"Failed to get authorization to access your account" message on Windows Roon Remote - [Solved]

Last week I completely rebuilt my Windows 10 PC from the ground up. Previous to this I was able to back up my Roon database to a folder on a USB drive attached to the system. Since the rebuild I get this warning when I try to backup to that same location which Roon will browse to happily, just not write to:
Capture
All my other networking is running as it’s supposed to. I can find all the other devices on it and browse to their folders but Roon is asking for authority to write to the pre-existing database backup folder. The worst of it is there is no username or password required to gain access to this or any other shares so what is Roon looking for and what, potentially, is the configuration variable that has been reset in the Windows rebuild?

Hello @Alan_McMillan,

Thanks for contacting support, I’d be happy to assist here. It seems that this could be a permissions issue to me, do you by any chance have read/write ability to that folder? If you right-click the destination folder where you intend to save your backups and go to Properties, is “Read-only” by any chance checked?
Read%20Only%20Folder

I have also seen a report that SMBv1 is disabled by default in Windows 10, can you check to see if enabling this setting helps, as per this thread?

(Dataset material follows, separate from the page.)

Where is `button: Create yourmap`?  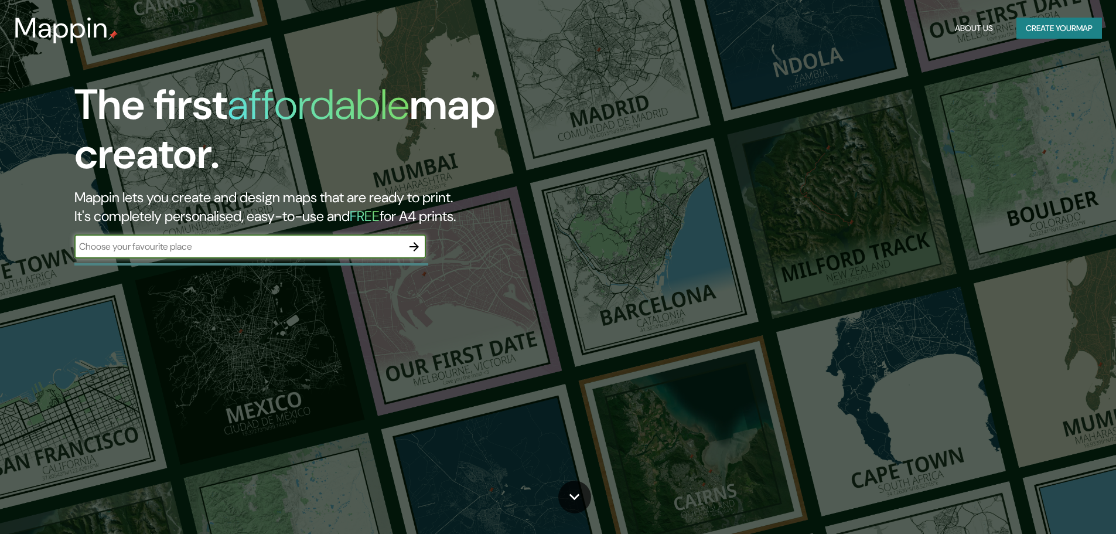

Please let me know your findings when possible.

Thanks,
Noris

Hi @noris
I’ve checked both these items and there is no difference. The same error comes up.

Hello @Alan_McMillan,

Thanks for confirming that the above two suggestions haven’t resolved the issue. I just want to confirm a few things with you here:

  • Are you able to create a new folder on the drive using Windows Explorer and copy a file to it?
  • What is the File System format of the USB drive, NTFS or something different?
  • Do you by any chance have a Firewall blocking access to Roon on the machine? I would check the Antivirus or Windows Defender settings and make sure that Roon is on the “allowed” list.
  • Are you logged in with a local Administrator account? On the Microsoft forums (last post) I saw a report that using a local Admin account has different privileges than using a Microsoft Admin account.

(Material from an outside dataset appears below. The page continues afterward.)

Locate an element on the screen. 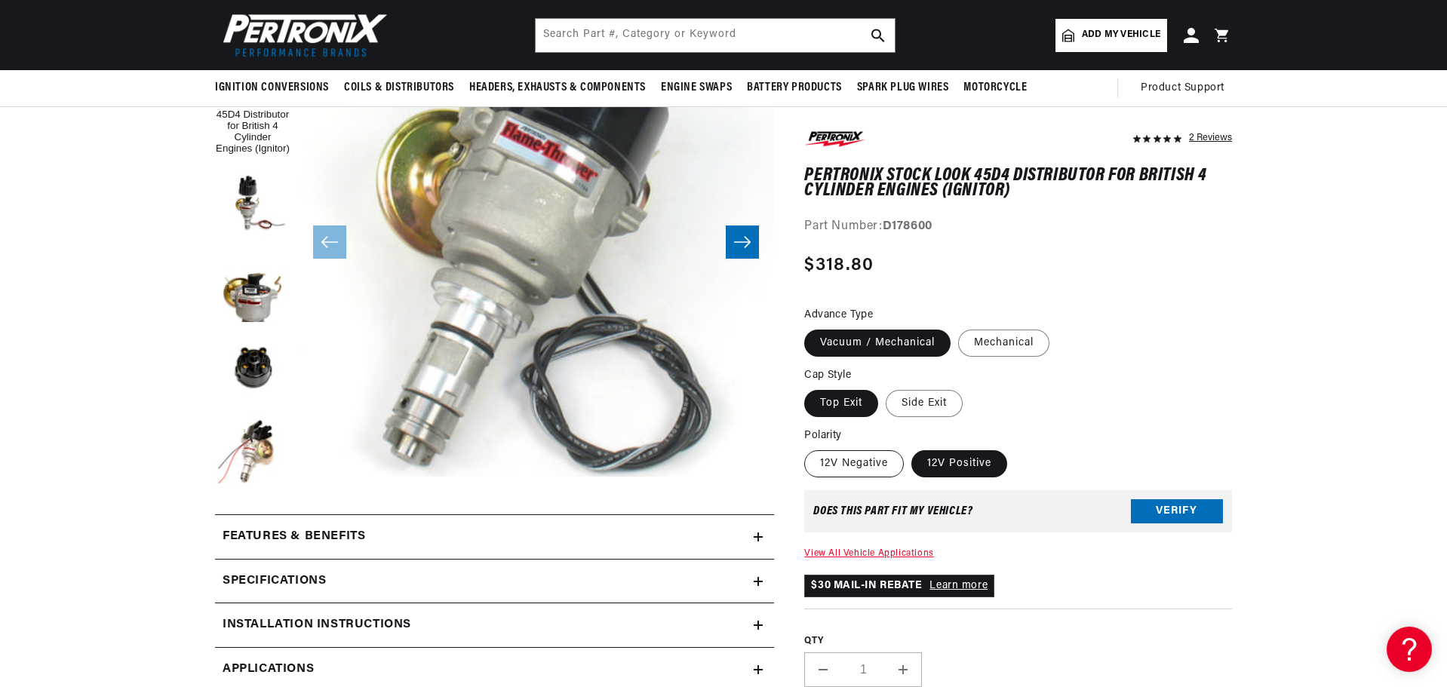  summary: Specifications is located at coordinates (494, 582).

Please let me know if any of my above questions/suggestions help.

Thanks,
Noris

Hi @noris
Answers to your questions appended below:

  • Are you able to create a new folder on the drive using Windows Explorer and copy a file to it? Yes
  • What is the File System format of the USB drive, NTFS or something different? NTFS
  • Do you by any chance have a Firewall blocking access to Roon on the machine? I would check the Antivirus or Windows Defender settings and make sure that Roon is on the “allowed” list. Roon is explicitly permitted access
  • Are you logged in with a local Administrator account? I saw a report that using a local Admin account has different privileges than using a Microsoft Admin account. I am the administrator for the machine and I do not have and never have had a Microsoft account. The files are all under my ownership.

If you tell roon to backup to a different folder does that work?

Hi Ged
No it doesn’t. I’ve tried pointing Roon at every drive I’ve got attached to the PC (there are nine of them) and none of them have access authority. They all throw up the same error.

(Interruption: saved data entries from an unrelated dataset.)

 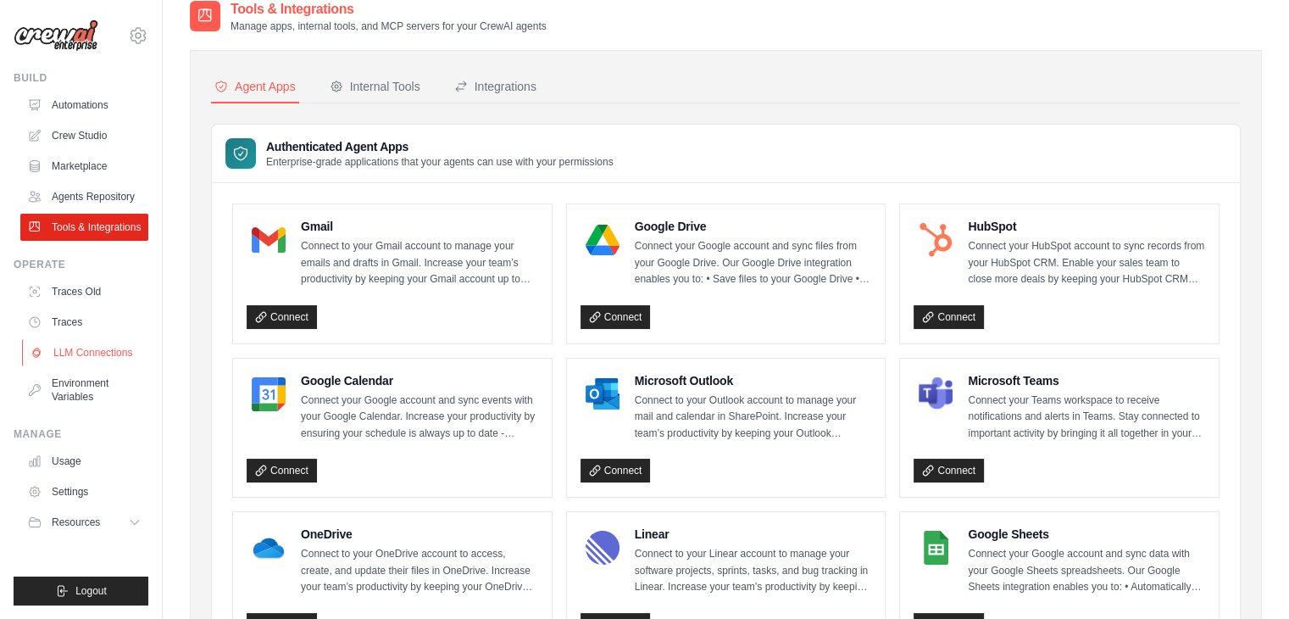 I want to click on h4: Gmail, so click(x=420, y=226).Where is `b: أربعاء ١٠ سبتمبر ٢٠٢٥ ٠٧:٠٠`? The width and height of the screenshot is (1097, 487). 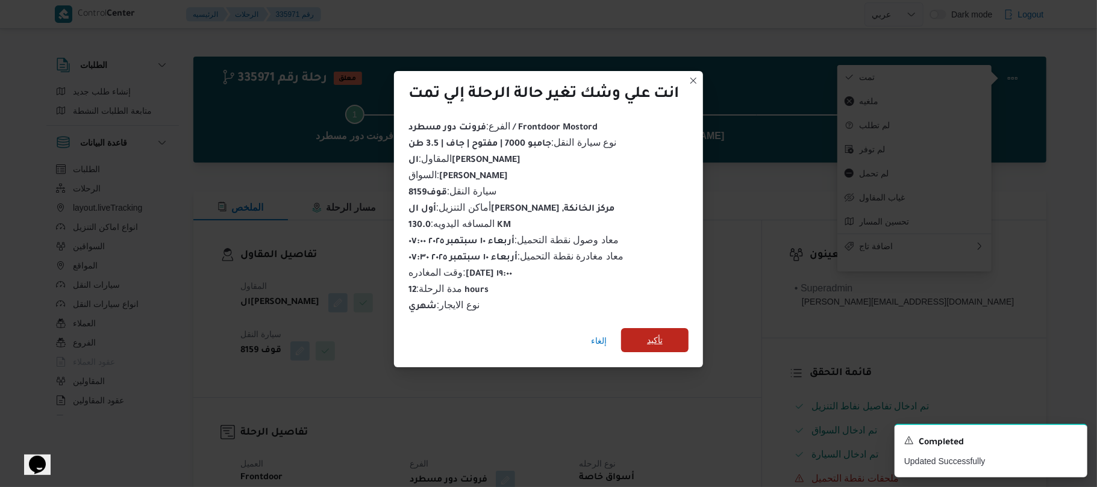 b: أربعاء ١٠ سبتمبر ٢٠٢٥ ٠٧:٠٠ is located at coordinates (462, 242).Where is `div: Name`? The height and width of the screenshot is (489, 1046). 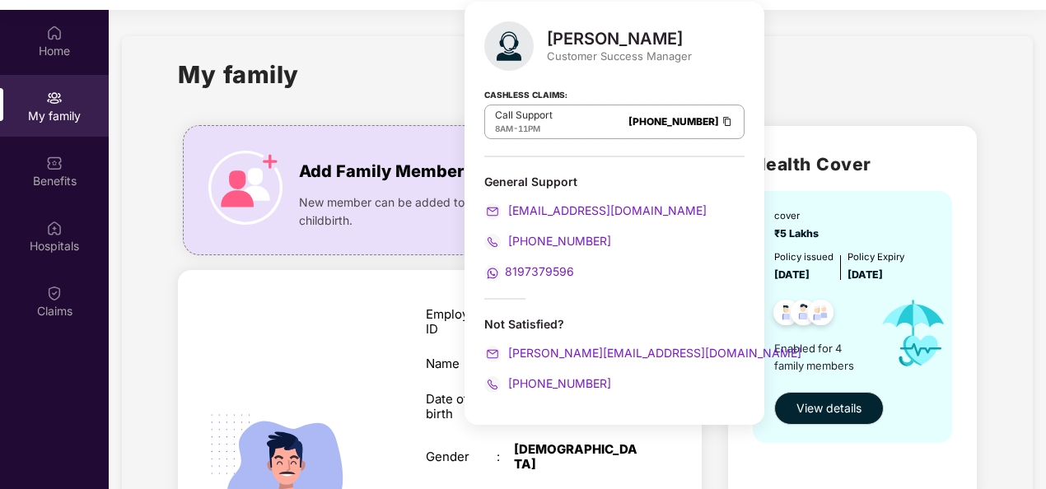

Permissions can be a real pain in this state.
Might be worth creating a new local windows user and loading roon under that ID to see if that is different - might distinguish user from app permissions.

I agree. Microsoft permissions in particular are an indecipherable mess!
I’ve just created a new user with admin rights and the error issue when pointing Roon at the backup folder was the same as before. I’ve even given the everyone group full control over the folder’s read and right access and that STILL wasn’t enough to give Roon authority to access the thing!

Don’t suppose you have another PC? Try a new msft local user and a new room install and account (trial account?) And see what happens.
Or more usefully wait for roon support to help…
The problem is always worse with local accounts as they can screw up quite spectacularly.

I’ve already tried that Ged. I put an installation of Roon on my wife’s laptop and tried to connect from there. No joy at all.

I did say you might be better off with real support :wink:
Can you copy off the data and format the drive?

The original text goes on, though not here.